I do not think they have dated to any serious extent and, rereading them, they seem, to me at any rate, to retain such freshness as they ever possessed. The cities may have changed minutely, this or that restaurant may have disappeared, a few characters have died, but I stick to the validity of the landscapes, painted with a broad and idiosyncratic brush, and I have embellished each chapter with stop-press indices of ‘Incidental Intelligence’ which should, since they were provided for the most part by foreign correspondents of The Sunday Times, be of value to the traveller of today.
Nothing remains but to dedicate this biased, cranky but at least zestful hotchpotch to my friends and colleagues on The Sunday Times in London and abroad, and particularly to a man called ‘C.D.’, who pulled the trigger, and to Mr Roy Thomson who cheerfully paid for these very expensive and self-indulgent peregrinations.
I.L.F.
I. Hong Kong
If you write thrillers, people think that you must live a thrilling life and enjoy doing thrilling things. Starting with these false assumptions, the Editorial Board of The Sunday Times repeatedly urged me to do something exciting and write about it and, at the end of October 1959, they came up with the idea that I should make a round trip of the most exciting cities of the world and describe them in beautiful, beautiful prose. This could be accomplished, they said, within a month.
Dubiously I discussed this project with Mr Leonard Russell, Features and Literary Editor of the paper. I said it was going to be very expensive and very exhausting, and that one couldn’t go round the world in thirty days and report either beautifully or accurately on great cities in approximately three days per city. I also said that I was the world’s worst sightseer and that I had often advocated the provision of roller-skates at the doors of museums and art galleries. I was also, I said, impatient of lunching at Government Houses and of visiting clinics and resettlement areas.
Leonard Russell was adamant. ‘We don’t want that sort of thing,’ he said. ‘In your James Bond books, even if people can’t put up with James Bond and those fancy heroines of yours, they seem to like the exotic backgrounds. Surely you want to pick up some more material for your stories? This is a wonderful opportunity.’
I objected that my stories were fiction and the sort of things that happened to James Bond didn’t happen in real life.
‘Rot,’ he said firmly.
So, wishing privately to see the world, however rapidly, while it was still there to see, I purchased a round-the-world air ticket for £803 19s. 2d., drew £500 in travellers’ cheques from the Chief Accountant and had several ‘shots’ which made me feel sore and rather dizzy. Then, on November 2nd, armed with a sheaf of visas, a round-the-world suit with concealed money pockets, one suitcase in which, as one always does, I packed more than I needed, and my typewriter, I left humdrum London for the thrilling cities of the world — Hong Kong, Macao, Tokyo, Honolulu, Los Angeles, Las Vegas, Chicago, New York.

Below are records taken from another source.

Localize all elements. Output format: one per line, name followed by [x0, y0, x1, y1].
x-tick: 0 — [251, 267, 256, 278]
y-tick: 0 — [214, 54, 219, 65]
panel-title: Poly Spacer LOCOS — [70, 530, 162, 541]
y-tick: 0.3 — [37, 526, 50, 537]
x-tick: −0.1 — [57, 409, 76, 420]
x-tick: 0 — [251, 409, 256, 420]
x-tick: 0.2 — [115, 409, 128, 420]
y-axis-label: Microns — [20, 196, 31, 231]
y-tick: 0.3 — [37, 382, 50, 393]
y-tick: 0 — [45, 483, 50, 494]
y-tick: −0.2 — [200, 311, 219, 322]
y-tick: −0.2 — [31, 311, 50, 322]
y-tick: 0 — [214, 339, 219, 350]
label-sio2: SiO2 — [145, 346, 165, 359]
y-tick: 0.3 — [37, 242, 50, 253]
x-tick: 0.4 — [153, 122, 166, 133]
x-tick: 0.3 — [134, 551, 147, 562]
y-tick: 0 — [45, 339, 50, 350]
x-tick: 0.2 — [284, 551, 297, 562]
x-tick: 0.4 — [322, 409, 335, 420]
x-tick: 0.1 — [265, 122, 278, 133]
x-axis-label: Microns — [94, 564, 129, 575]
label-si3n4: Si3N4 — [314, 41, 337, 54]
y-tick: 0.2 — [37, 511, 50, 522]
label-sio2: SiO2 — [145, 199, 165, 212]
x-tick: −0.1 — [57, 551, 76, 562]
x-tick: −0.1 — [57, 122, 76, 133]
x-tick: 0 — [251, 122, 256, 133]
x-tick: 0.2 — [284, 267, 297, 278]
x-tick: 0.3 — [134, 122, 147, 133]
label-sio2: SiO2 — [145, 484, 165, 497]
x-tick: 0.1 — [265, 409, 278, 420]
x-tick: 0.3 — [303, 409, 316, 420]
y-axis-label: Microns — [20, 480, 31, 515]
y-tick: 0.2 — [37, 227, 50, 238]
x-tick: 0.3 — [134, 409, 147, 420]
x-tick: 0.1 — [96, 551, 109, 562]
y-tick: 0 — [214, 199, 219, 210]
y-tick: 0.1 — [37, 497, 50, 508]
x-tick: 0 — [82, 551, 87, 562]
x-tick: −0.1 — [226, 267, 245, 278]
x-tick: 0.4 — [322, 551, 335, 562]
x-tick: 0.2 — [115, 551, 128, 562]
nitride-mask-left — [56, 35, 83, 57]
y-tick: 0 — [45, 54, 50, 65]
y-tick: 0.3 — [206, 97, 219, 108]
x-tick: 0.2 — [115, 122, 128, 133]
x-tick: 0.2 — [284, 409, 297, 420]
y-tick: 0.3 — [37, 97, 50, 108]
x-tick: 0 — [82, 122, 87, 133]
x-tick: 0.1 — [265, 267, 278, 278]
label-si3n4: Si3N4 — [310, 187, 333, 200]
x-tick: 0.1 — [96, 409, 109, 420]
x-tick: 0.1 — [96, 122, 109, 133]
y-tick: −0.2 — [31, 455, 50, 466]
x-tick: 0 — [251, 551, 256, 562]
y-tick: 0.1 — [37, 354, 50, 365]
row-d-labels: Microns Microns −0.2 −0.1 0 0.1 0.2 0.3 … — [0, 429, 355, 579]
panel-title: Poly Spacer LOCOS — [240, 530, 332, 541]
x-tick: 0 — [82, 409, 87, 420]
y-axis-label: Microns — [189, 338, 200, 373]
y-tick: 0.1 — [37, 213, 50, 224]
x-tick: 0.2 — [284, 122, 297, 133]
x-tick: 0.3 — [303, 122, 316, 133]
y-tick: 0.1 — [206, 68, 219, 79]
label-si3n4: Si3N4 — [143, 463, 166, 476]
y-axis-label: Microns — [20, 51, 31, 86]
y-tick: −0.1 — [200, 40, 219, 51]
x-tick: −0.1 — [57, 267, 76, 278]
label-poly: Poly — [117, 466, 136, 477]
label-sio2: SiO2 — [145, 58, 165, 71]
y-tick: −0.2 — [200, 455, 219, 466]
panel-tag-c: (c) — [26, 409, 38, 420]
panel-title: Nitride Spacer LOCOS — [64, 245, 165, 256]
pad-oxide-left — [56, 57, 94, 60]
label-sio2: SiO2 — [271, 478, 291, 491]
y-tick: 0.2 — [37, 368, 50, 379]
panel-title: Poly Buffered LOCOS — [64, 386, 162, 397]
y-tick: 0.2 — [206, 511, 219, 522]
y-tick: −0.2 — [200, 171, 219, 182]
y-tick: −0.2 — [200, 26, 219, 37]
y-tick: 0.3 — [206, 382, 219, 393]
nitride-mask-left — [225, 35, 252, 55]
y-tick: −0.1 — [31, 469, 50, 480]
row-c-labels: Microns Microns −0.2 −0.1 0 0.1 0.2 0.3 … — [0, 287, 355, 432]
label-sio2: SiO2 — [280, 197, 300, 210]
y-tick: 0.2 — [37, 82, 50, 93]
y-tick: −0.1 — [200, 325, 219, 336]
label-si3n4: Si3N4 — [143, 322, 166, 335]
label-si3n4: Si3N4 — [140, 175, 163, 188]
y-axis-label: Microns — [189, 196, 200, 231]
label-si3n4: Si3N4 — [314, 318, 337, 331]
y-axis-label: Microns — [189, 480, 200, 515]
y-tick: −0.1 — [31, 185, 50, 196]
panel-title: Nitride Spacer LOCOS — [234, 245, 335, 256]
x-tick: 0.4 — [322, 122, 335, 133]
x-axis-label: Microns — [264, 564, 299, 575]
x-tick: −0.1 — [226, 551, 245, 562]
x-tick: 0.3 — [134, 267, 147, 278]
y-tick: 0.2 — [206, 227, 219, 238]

On that soft, grey morning, Comet G/ADOK shot up so abruptly from the north-south runway of London Airport that the beige curtains concealing the lavatories and the cockpit swayed back into the cabin at an angle of fifteen degrees. The first soaring leap through the overcast was to ten thousand feet. There was a slight tremor as we went through the lower cloud base and another as we came out into the brilliant sunshine.
We climbed on another twenty thousand feet into that world above the cotton-wool cloud carpet where it is always a beautiful day. The mind adjusted itself to the prospect of twenty-four hours of this sort of thing — the hot face and rather chilly feet, eyes that smart with the outside brilliance, the smell of Elizabeth Arden and Yardley cosmetics that B.O.A.C. provide for their passengers, the varying whine of the jets, the first cigarette of an endless chain of smoke, and the first conversational gambits exchanged with the seat-fellow who, in this instance, was a pleasant New Zealander with a flow of aboriginal jokes and nothing else to do but talk the whole way to Hong Kong.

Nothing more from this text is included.